BOZEMAN -- It could have been the summer from heck -- driving 10,000 miles around Montana, stopping to examine every kind of plant that grew along the road.

"It was nuts. By the end of the summer, I lost all my social skills. I carried on long conversations with my car," says Gretchen Ann Meier, adjunct instructor of biology at Montana State University-Bozeman

Meier, working on a 3 1/2-year project for the Montana Department of Transportation, said she actually enjoyed the summer of 1993 when she started her fieldwork. Traveling alone in a car worth less than the money she earned in mileage, she developed a great appreciation for Montana and its diversity.

"I met some wonderful people -- funny, funny, happy people that had funny, odd ways of looking at the world," Meier remarked.

She also gathered some valuable information for the people who manage the roadsides of Montana's interstates and primary roads. The Montana Department of Transportation wanted Meier to identify native plants that would be suitable for the roadsides and weeds that could be troublesome. Managers trying to reclaim the roadsides in their area could then refer to Meier's study to find out what vegetation would be best for the soil, rainfall, topography and temperature.

Meier's study, titled "The Colonization of Montana Roadsides by Native and Exotic Plants," is available at public libraries around the state.

"The Montana Department of Transportation manages over 6,600 miles of road throughout the state," Meier explained in the study that became her master's thesis. "Adjacent roadsides are managed for driver safety, to provide effective maintenance and for emergency parking. Roadside managers seek to stabilize soil, exclude weeds, minimize maintenance and provide an aesthetic view."

With that as the goal, Meier found that life along the road is no picnic for Montana's vegetation. The ground is packed down. Plants are mowed and sprayed with herbicides and pesticides. They're coated with salt from icy roads. Salt makes it hard for plants to maintain their water balance, and nutrients leach out of them instead of into them.

"It's a pretty awful place. It's highly disturbed," Meier said of some of the roadsides she saw.

The roadsides in eastern Montana are well covered with vegetation, but western Montana has had a hard time establishing park-like roadsides because the soil there is rockier and the roadsides are steeper, Meier continued.

Across the state, Meier found 211 varieties of plants growing in the 370 plots she established along the roads. Slightly more than half of the 50 species that occurred with any regularity were native to Montana. The others were exotic species in the form of noxious weeds or vegetation that had been deliberately planted.
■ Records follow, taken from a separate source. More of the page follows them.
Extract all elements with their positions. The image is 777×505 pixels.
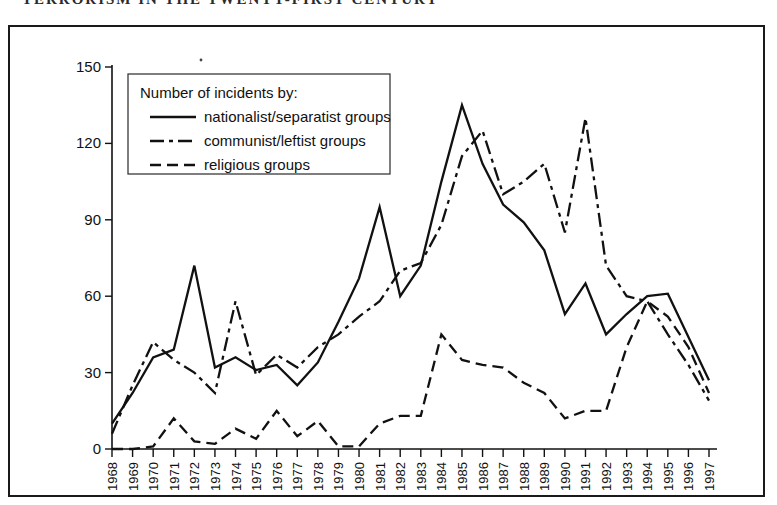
x-tick-label: 1995 — [661, 462, 676, 491]
x-tick-label: 1990 — [558, 462, 573, 491]
x-tick-label: 1979 — [331, 462, 346, 491]
x-tick-label: 1976 — [270, 462, 285, 491]
scan-speck — [200, 59, 203, 62]
x-tick-label: 1993 — [620, 462, 635, 491]
y-axis: 0306090120150 — [76, 58, 112, 457]
y-tick-label: 150 — [76, 58, 101, 75]
x-tick-label: 1978 — [311, 462, 326, 491]
x-tick-label: 1986 — [476, 462, 491, 491]
scanned-page: TERRORISM IN THE TWENTY-FIRST CENTURY 03… — [0, 0, 777, 505]
y-tick-label: 0 — [93, 440, 101, 457]
legend-entry-label: nationalist/separatist groups — [204, 108, 391, 125]
y-tick-label: 30 — [84, 364, 101, 381]
x-tick-label: 1996 — [681, 462, 696, 491]
x-tick-label: 1974 — [229, 462, 244, 491]
x-tick-label: 1997 — [702, 462, 717, 491]
y-tick-label: 120 — [76, 134, 101, 151]
legend-entry-label: communist/leftist groups — [204, 132, 366, 149]
x-tick-label: 1968 — [105, 462, 120, 491]
x-tick-label: 1972 — [187, 462, 202, 491]
x-tick-label: 1989 — [537, 462, 552, 491]
y-tick-label: 60 — [84, 287, 101, 304]
page-header-text: TERRORISM IN THE TWENTY-FIRST CENTURY — [22, 0, 439, 8]
x-tick-label: 1988 — [517, 462, 532, 491]
figure-border: 0306090120150 19681969197019711972197319… — [8, 25, 765, 497]
page-running-header: TERRORISM IN THE TWENTY-FIRST CENTURY — [0, 0, 777, 14]
x-tick-label: 1994 — [640, 462, 655, 491]
x-tick-label: 1982 — [393, 462, 408, 491]
x-axis: 1968196919701971197219731974197519761977… — [105, 449, 717, 491]
x-tick-label: 1973 — [208, 462, 223, 491]
x-tick-label: 1984 — [434, 462, 449, 491]
legend-title: Number of incidents by: — [140, 84, 298, 101]
series-line-dashed — [112, 301, 709, 449]
x-tick-label: 1991 — [578, 462, 593, 491]
incidents-by-group-line-chart: 0306090120150 19681969197019711972197319… — [10, 27, 763, 495]
x-tick-label: 1981 — [373, 462, 388, 491]
x-tick-label: 1987 — [496, 462, 511, 491]
y-tick-label: 90 — [84, 211, 101, 228]
x-tick-label: 1977 — [290, 462, 305, 491]
x-tick-label: 1970 — [146, 462, 161, 491]
x-tick-label: 1985 — [455, 462, 470, 491]
legend-entry-label: religious groups — [204, 156, 310, 173]
chart-legend: Number of incidents by:nationalist/separ… — [128, 74, 391, 174]
x-tick-label: 1971 — [167, 462, 182, 491]
x-tick-label: 1992 — [599, 462, 614, 491]
x-tick-label: 1969 — [126, 462, 141, 491]
x-tick-label: 1975 — [249, 462, 264, 491]
x-tick-label: 1983 — [414, 462, 429, 491]
x-tick-label: 1980 — [352, 462, 367, 491]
Among the native species, the three most common grasses she found were western wheatgrass, needle and thread grass, and green needle grass, Meier said. The most prevalent native non-grass plants were fringed sage, silver sage and big sagebrush.

Among the exotic species, the most common grasses were Kentucky bluegrass, crested wheatgrass and smooth brome. The most frequent noxious weeds were spotted knapweed, cheat grass and kochia.

"While some exotic species are useful for management, they may have undesirable impacts on the stability of roadside vegetation," Meier cautioned. "Exotic species should be used with care to minimize the impacts on adjacent farm or range land. Especially invasive noxious weeds can never be recommended for revegetation."

Exotic grasses like Kentucky bluegrass are beautiful and can establish themselves quickly, Meier continued. They can, however, move into rangeland and ultimately reduce the diversity in an area.

Native species, on the other hand, can lower the cost of maintaining roadside vegetation, Meier said. They can discourage weed infestation. In 1994, President Clinton told federal agencies to use native plants for landscaping to minimize the adverse effects on natural habitats.

Meier completed the roadside project in 1996 and received the Gary Lynch Award for her work. The award is given by the biology department at MSU-Bozeman in memory of Lynch, a graduate student who was killed in a car accident in the 1970s. Meier's work was funded by the Montana Department of Transportation and the MSU-Bozeman biology department.